My Gemini-Rogallo wing tattoo. Pretty sure none of the Apollo astronauts took this one to the Moon! When we think of Apollo astronauts, we think of hot-shot pilots who dared to ride rockets to the Moon! But who, at their core, were straight-laced military men who followed the rules. So it might come as a surprise that most Apollo astronauts had tattoos. This wasn’t something I expected to find. It’s also something that I came across pretty recently. Which in itself was a shock — I’ve spent the better part of my adult life digging into every aspect of the Apollo era. I even named my cat after Apollo 12’s commander Pete Conrad. Fittingly, it was a picture of Pete Conrad that started me down this path.
NASA. It's in this picture. That's Pete in the red shirt having just refilled his coffee cup. I've looked at this picture so many times. I've posted it. I’ve looked at the whole Apollo 12 catalogue and all the crew pictures. But I guess I was always distracted by the “fourth crew member,” the giant stuffed gorilla in the background, to notice the tattoo on Pete's inner left forearm. It’s not entirely surprising. I hunted down more Pete pics after seeing this and in most pictures he’s wearing short sleeves with his arm bent or he's wearing a suit... or a spacesuit as the case may be.
Pete Conrad and Dick Gordon sorting rocks after returning from the Moon. You can see his tattoo again! NASA. You can tell it’s an anchor with what looks like stars and initials around it. Well, as luck would have it, I had a chance to ask his wife Nancy about it the other week over lunch. She confirmed that it is an anchor. Which isn't surprising. Pete was a Navy man after all and it wasn't uncommon in that era for Navy men to get a nautical tattoo. The initials, she told me, are his: P and C. But the most surprising part? He didn’t get it in the Navy, he got it when he was 14! I tried to hunt down some other astronaut tattoos, but the only ones I could confirm are tattoos that they all got in common: the ones that marked their biomed sensors. Beginning with the Mercury days, flight surgeons wired astronauts to gather biomedical data in flight as a way to see the effects of spaceflight on the human body. Sensors measured body core temperature, respiration rate, and electrical activity in the heart. To make sure the sensors were always placed in the same spots for accurate readings, the astronauts were tattooed with tiny dots to mark the correct placement. John Glenn tells the story in his memoirs. Before his Friendship 7 mission, flight surgeon Bill Douglas roughed up his skin, made the dots with a scalpel, and dabbed some India ink he got from someone’s desk to make the mark. Those tattoos lasted the rest of his life. Most astronauts ended up with similar marks on their torsos for the sake of accurate biomedical readings.
Gus Grissom getting his boomed sensors put on. The mark on his ribs looks like a mole to me. The marks were, from what I've read, much smaller. NASA. So there you have it! The astronauts didn’t have full back pieces or sleeves — I mean, it’s possible someone who’s been to space has since gotten a big commemorative tattoo -- but they did have group tattoos!
Sources: Homesteading Space: The Skylab Story By David Hitt; Sky Walking: An Astronauts Memoir by Tom Jones; Biomedical findings from NASA’s Project Mercury: a Case Series by William Carpentier et al; John Glenn: A Memoir by John Glenn and Nick Taylor.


§ Aim of the task
Search the data for the word "their" and copy every line where it occurs.

§ Extracts from a graphics dataset
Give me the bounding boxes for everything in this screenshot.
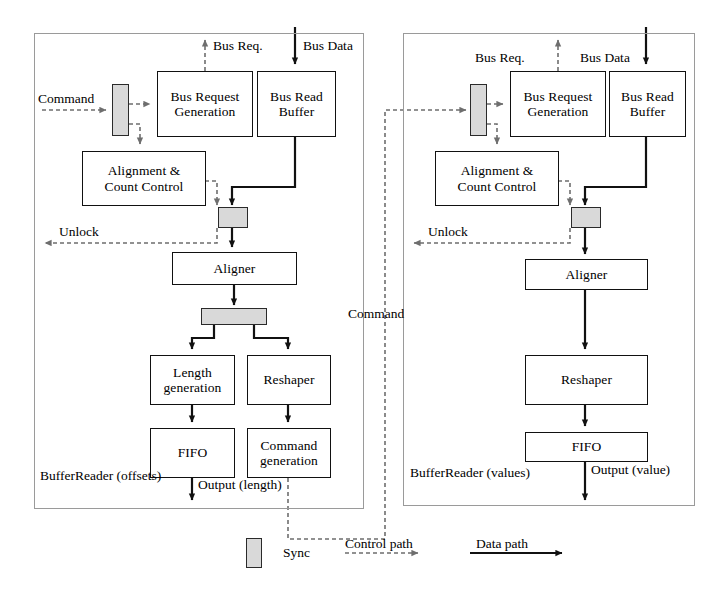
left-lengen-line1: Length	[164, 365, 222, 380]
left-block-fifo: FIFO	[150, 428, 235, 478]
right-sync-command	[470, 84, 487, 136]
left-brg-line2: Generation	[171, 104, 240, 119]
left-cmdgen-line1: Command	[260, 438, 318, 453]
left-acc-line1: Alignment &	[105, 163, 184, 178]
left-block-aligner: Aligner	[172, 252, 297, 285]
legend-data-path-label: Data path	[476, 536, 528, 551]
left-sync-aligner-input	[218, 207, 248, 228]
left-panel-name-line1: BufferReader	[40, 468, 113, 483]
left-panel-name: BufferReader (offsets)	[40, 468, 161, 483]
right-sync-aligner-input	[571, 207, 601, 228]
right-brb-line2: Buffer	[621, 104, 674, 119]
right-aligner-label: Aligner	[566, 267, 608, 282]
right-output-line1: Output	[591, 462, 629, 477]
left-panel-name-line2: (offsets)	[117, 468, 162, 483]
right-block-aligner: Aligner	[525, 259, 648, 290]
left-block-command-generation: Command generation	[247, 428, 331, 478]
left-label-bus-data: Bus Data	[303, 38, 353, 53]
right-label-bus-req: Bus Req.	[475, 50, 525, 65]
left-reshaper-label: Reshaper	[263, 372, 314, 387]
right-panel-name: BufferReader (values)	[410, 465, 530, 480]
legend-sync-label: Sync	[283, 545, 310, 560]
left-fifo-label: FIFO	[178, 445, 208, 460]
right-brg-line2: Generation	[524, 104, 593, 119]
right-panel-name-line1: BufferReader	[410, 465, 483, 480]
left-aligner-label: Aligner	[214, 261, 256, 276]
right-block-bus-read-buffer: Bus Read Buffer	[609, 71, 686, 137]
left-block-bus-read-buffer: Bus Read Buffer	[257, 71, 336, 137]
right-output-line2: (value)	[632, 462, 670, 477]
left-brb-line2: Buffer	[270, 104, 323, 119]
right-panel-name-line2: (values)	[487, 465, 530, 480]
diagram-canvas: Bus Req. Bus Data Command Unlock Bus Req…	[0, 0, 727, 596]
right-acc-line1: Alignment &	[458, 163, 537, 178]
right-brg-line1: Bus Request	[524, 89, 593, 104]
right-acc-line2: Count Control	[458, 179, 537, 194]
left-lengen-line2: generation	[164, 380, 222, 395]
right-block-alignment-count-control: Alignment & Count Control	[435, 151, 559, 206]
left-block-reshaper: Reshaper	[247, 355, 331, 405]
right-label-unlock: Unlock	[428, 224, 468, 239]
interconnect-command-label: Command	[348, 306, 404, 321]
right-block-bus-request-generation: Bus Request Generation	[510, 71, 606, 137]
left-label-unlock: Unlock	[59, 224, 99, 239]
right-block-fifo: FIFO	[525, 432, 648, 462]
left-block-alignment-count-control: Alignment & Count Control	[82, 151, 206, 206]
left-brb-line1: Bus Read	[270, 89, 323, 104]
left-block-length-generation: Length generation	[150, 355, 235, 405]
left-sync-command	[112, 84, 129, 136]
left-block-bus-request-generation: Bus Request Generation	[157, 71, 253, 137]
left-label-command: Command	[38, 91, 94, 106]
left-cmdgen-line2: generation	[260, 453, 318, 468]
right-fifo-label: FIFO	[572, 439, 602, 454]
right-label-output: Output (value)	[591, 462, 670, 477]
right-brb-line1: Bus Read	[621, 89, 674, 104]
legend-sync-swatch	[246, 538, 262, 568]
right-reshaper-label: Reshaper	[561, 372, 612, 387]
left-label-bus-req: Bus Req.	[213, 38, 263, 53]
legend-control-path-label: Control path	[345, 536, 413, 551]
left-brg-line1: Bus Request	[171, 89, 240, 104]
right-label-bus-data: Bus Data	[580, 50, 630, 65]
left-label-output: Output (length)	[198, 477, 282, 492]
left-output-line1: Output	[198, 477, 236, 492]
left-output-line2: (length)	[239, 477, 282, 492]
right-block-reshaper: Reshaper	[525, 355, 648, 405]
left-acc-line2: Count Control	[105, 179, 184, 194]
left-sync-splitter	[201, 308, 267, 325]
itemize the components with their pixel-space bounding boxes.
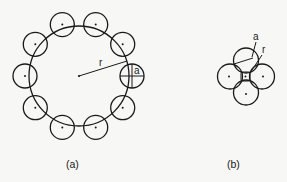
ring-radius-label-a: r xyxy=(99,57,103,68)
particle-radius-label-a: a xyxy=(134,65,140,76)
panel-a: r xyxy=(13,13,144,170)
particle-a-0 xyxy=(120,64,144,88)
caption-b: (b) xyxy=(227,158,240,170)
caption-a: (a) xyxy=(66,158,79,170)
diagram-canvas: r xyxy=(0,0,287,182)
ring-center-dot-b xyxy=(245,76,247,78)
particle-b-left xyxy=(218,64,243,89)
particle-a-252 xyxy=(50,115,74,139)
particle-radius-line-b xyxy=(234,58,253,64)
particle-a-288 xyxy=(84,115,108,139)
particle-radius-label-b: a xyxy=(253,31,259,42)
particle-b-bottom xyxy=(234,80,259,105)
panel-b: a r (b) xyxy=(218,31,275,170)
particle-a-72 xyxy=(84,13,108,37)
ring-radius-label-b: r xyxy=(262,44,266,55)
particle-a-108 xyxy=(50,13,74,37)
particle-a-180 xyxy=(13,64,37,88)
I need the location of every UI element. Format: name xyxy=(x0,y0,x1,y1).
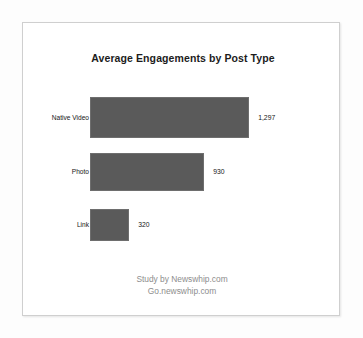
chart-title: Average Engagements by Post Type xyxy=(63,51,303,65)
chart-footer: Study by Newswhip.com Go.newswhip.com xyxy=(23,273,341,297)
figure-canvas: Average Engagements by Post Type Native … xyxy=(0,0,363,338)
category-label: Native Video xyxy=(0,114,89,121)
bar-row: Native Video1,297 xyxy=(23,97,341,138)
bar-value-label: 320 xyxy=(138,221,149,228)
category-label: Link xyxy=(0,221,89,228)
bar xyxy=(90,97,249,138)
bar-value-label: 930 xyxy=(213,168,224,175)
category-label: Photo xyxy=(0,168,89,175)
bar-row: Link320 xyxy=(23,209,341,241)
bar xyxy=(90,153,204,191)
bar-row: Photo930 xyxy=(23,153,341,191)
footer-line-2: Go.newswhip.com xyxy=(23,285,341,297)
bar-value-label: 1,297 xyxy=(258,114,275,121)
plot-area: Native Video1,297Photo930Link320 xyxy=(23,87,341,267)
bar xyxy=(90,209,129,241)
footer-line-1: Study by Newswhip.com xyxy=(23,273,341,285)
figure-frame: Average Engagements by Post Type Native … xyxy=(22,22,340,316)
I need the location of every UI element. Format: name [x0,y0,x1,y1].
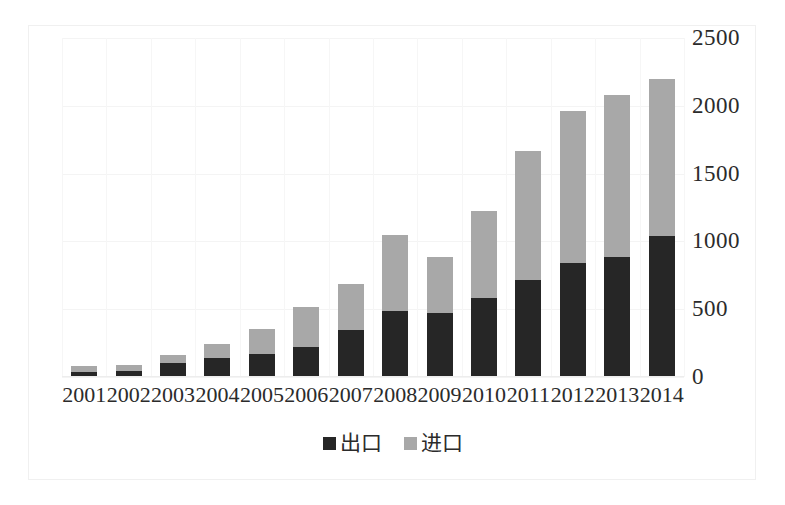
x-axis-tick-label: 2010 [462,383,506,407]
x-axis-tick-label: 2011 [506,383,550,407]
x-axis-tick-label: 2008 [373,383,417,407]
bar-segment-export[interactable] [471,298,497,377]
bar-group[interactable] [71,38,97,377]
y-axis-tick-label: 0 [692,365,704,388]
bar-segment-export[interactable] [427,313,453,377]
bar-segment-import[interactable] [515,151,541,280]
bar-segment-import[interactable] [471,211,497,298]
bar-segment-import[interactable] [427,257,453,313]
legend-item[interactable]: 进口 [404,432,463,454]
bar-group[interactable] [427,38,453,377]
bar-group[interactable] [515,38,541,377]
bar-segment-export[interactable] [160,363,186,377]
x-axis-tick-label: 2002 [107,383,151,407]
legend-item[interactable]: 出口 [323,432,382,454]
x-axis-tick-label: 2006 [284,383,328,407]
bar-segment-export[interactable] [604,257,630,377]
bar-segment-export[interactable] [560,263,586,377]
legend-label: 进口 [421,432,463,454]
bar-group[interactable] [116,38,142,377]
bar-group[interactable] [293,38,319,377]
bar-segment-export[interactable] [338,330,364,377]
bar-group[interactable] [382,38,408,377]
x-axis-tick-label: 2003 [151,383,195,407]
bar-segment-export[interactable] [649,236,675,377]
x-axis-tick-label: 2007 [329,383,373,407]
bar-group[interactable] [604,38,630,377]
bar-group[interactable] [204,38,230,377]
bar-segment-import[interactable] [560,111,586,264]
bar-group[interactable] [160,38,186,377]
bar-segment-export[interactable] [293,347,319,378]
bar-segment-import[interactable] [204,344,230,358]
bar-segment-import[interactable] [604,95,630,257]
bar-group[interactable] [649,38,675,377]
x-axis-tick-label: 2001 [62,383,106,407]
bar-group[interactable] [249,38,275,377]
chart-legend: 出口进口 [0,432,785,454]
x-axis-tick-label: 2013 [595,383,639,407]
y-axis-tick-label: 2500 [692,26,740,49]
bar-segment-export[interactable] [204,358,230,377]
y-axis-tick-label: 2000 [692,94,740,117]
chart-root: 25002000150010005000 2001200220032004200… [0,0,785,505]
bar-segment-export[interactable] [249,354,275,377]
x-axis-tick-label: 2009 [418,383,462,407]
y-axis: 25002000150010005000 [692,38,772,377]
bar-segment-import[interactable] [249,329,275,354]
x-axis-baseline [62,376,684,377]
bar-group[interactable] [338,38,364,377]
bar-series-container [62,38,684,377]
bar-group[interactable] [471,38,497,377]
bar-segment-import[interactable] [160,355,186,363]
y-axis-tick-label: 1000 [692,229,740,252]
plot-area [62,38,684,377]
bar-segment-export[interactable] [382,311,408,377]
x-axis-tick-label: 2012 [551,383,595,407]
bar-segment-import[interactable] [293,307,319,346]
legend-label: 出口 [340,432,382,454]
bar-segment-import[interactable] [649,79,675,236]
legend-swatch-icon [404,437,417,450]
bar-group[interactable] [560,38,586,377]
legend-swatch-icon [323,437,336,450]
bar-segment-import[interactable] [338,284,364,330]
x-axis-tick-label: 2005 [240,383,284,407]
bar-segment-export[interactable] [515,280,541,377]
y-axis-tick-label: 500 [692,297,728,320]
x-axis-tick-label: 2014 [640,383,684,407]
y-axis-tick-label: 1500 [692,162,740,185]
bar-segment-import[interactable] [382,235,408,311]
x-axis-tick-label: 2004 [195,383,239,407]
x-axis: 2001200220032004200520062007200820092010… [62,383,684,415]
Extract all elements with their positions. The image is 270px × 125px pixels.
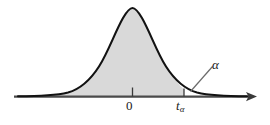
statistics-figure: 0 tα α [0,0,270,125]
alpha-leader-line [191,67,213,92]
critical-value-axis-label: tα [176,99,184,114]
critical-value-subscript: α [180,104,185,114]
tail-area-label: α [212,58,219,71]
distribution-plot [0,0,270,125]
origin-axis-label: 0 [126,99,133,112]
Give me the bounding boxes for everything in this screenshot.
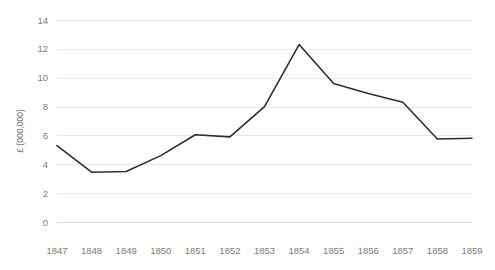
x-axis-tick-labels: 1847184818491850185118521853185418551856… bbox=[46, 245, 482, 256]
y-tick-label: 6 bbox=[43, 130, 48, 141]
x-tick-label: 1852 bbox=[219, 245, 240, 256]
x-tick-label: 1850 bbox=[150, 245, 171, 256]
y-tick-label: 0 bbox=[43, 217, 48, 228]
gridlines bbox=[57, 21, 472, 223]
x-tick-label: 1859 bbox=[461, 245, 482, 256]
x-tick-label: 1853 bbox=[254, 245, 275, 256]
x-tick-label: 1854 bbox=[289, 245, 310, 256]
y-tick-label: 10 bbox=[37, 72, 48, 83]
x-tick-label: 1847 bbox=[46, 245, 67, 256]
x-tick-label: 1857 bbox=[392, 245, 413, 256]
y-axis-title: £ (000,000) bbox=[15, 109, 25, 153]
y-tick-label: 2 bbox=[43, 188, 48, 199]
y-tick-label: 4 bbox=[43, 159, 48, 170]
y-tick-label: 12 bbox=[37, 43, 48, 54]
y-tick-label: 8 bbox=[43, 101, 48, 112]
x-tick-label: 1858 bbox=[427, 245, 448, 256]
x-tick-label: 1855 bbox=[323, 245, 344, 256]
data-series-line bbox=[57, 45, 472, 173]
x-tick-label: 1851 bbox=[185, 245, 206, 256]
y-tick-label: 14 bbox=[37, 15, 48, 26]
x-tick-label: 1856 bbox=[358, 245, 379, 256]
y-axis-tick-labels: 02468101214 bbox=[37, 15, 48, 228]
line-chart: 02468101214 1847184818491850185118521853… bbox=[0, 0, 495, 270]
x-tick-label: 1849 bbox=[116, 245, 137, 256]
chart-canvas: 02468101214 1847184818491850185118521853… bbox=[0, 0, 495, 270]
x-tick-label: 1848 bbox=[81, 245, 102, 256]
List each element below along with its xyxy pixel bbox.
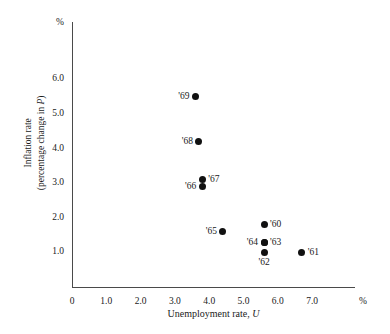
data-point-marker [261,239,268,246]
y-axis-unit-label: % [34,18,64,28]
data-point-label: '63 [270,238,281,248]
data-point-marker [261,249,268,256]
data-point-label: '61 [308,248,319,258]
x-tick-label: 2.0 [126,297,156,307]
x-axis-title: Unemployment rate, U [72,308,355,319]
data-point-label: '69 [178,92,189,102]
data-point-marker [219,228,226,235]
data-point-label: '67 [208,175,219,185]
phillips-curve-scatter-chart: % % 0 1.02.03.04.05.06.0 1.02.03.04.05.0… [0,0,390,334]
data-point-label: '68 [182,137,193,147]
x-tick-label: 3.0 [160,297,190,307]
data-point-marker [261,221,268,228]
data-point-label: '66 [185,182,196,192]
x-tick-label: 1.0 [91,297,121,307]
y-axis-line [72,22,73,287]
x-tick-label: 6.0 [263,297,293,307]
x-tick-label: 5.0 [229,297,259,307]
x-tick-label: 4.0 [194,297,224,307]
y-axis-title-line2: (percentage change in P) [35,63,48,223]
x-axis-line [72,287,355,288]
x-axis-unit-label: % [359,297,367,307]
data-point-label: '65 [206,227,217,237]
y-axis-title-line1: Inflation rate [23,118,33,167]
y-axis-title: Inflation rate (percentage change in P) [22,63,48,223]
data-point-marker [298,249,305,256]
y-tick-label: 1.0 [34,247,64,257]
x-tick-label: 7.0 [297,297,327,307]
data-point-marker [199,183,206,190]
data-point-label: '60 [270,220,281,230]
data-point-label: '64 [247,238,258,248]
data-point-marker [192,93,199,100]
origin-tick-label: 0 [57,297,87,307]
data-point-label: '62 [258,258,269,268]
data-point-marker [195,138,202,145]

§ Response
itemize the components with their pixel-space bounding boxes.
Extract all elements with their positions. The image is 270px × 125px pixels.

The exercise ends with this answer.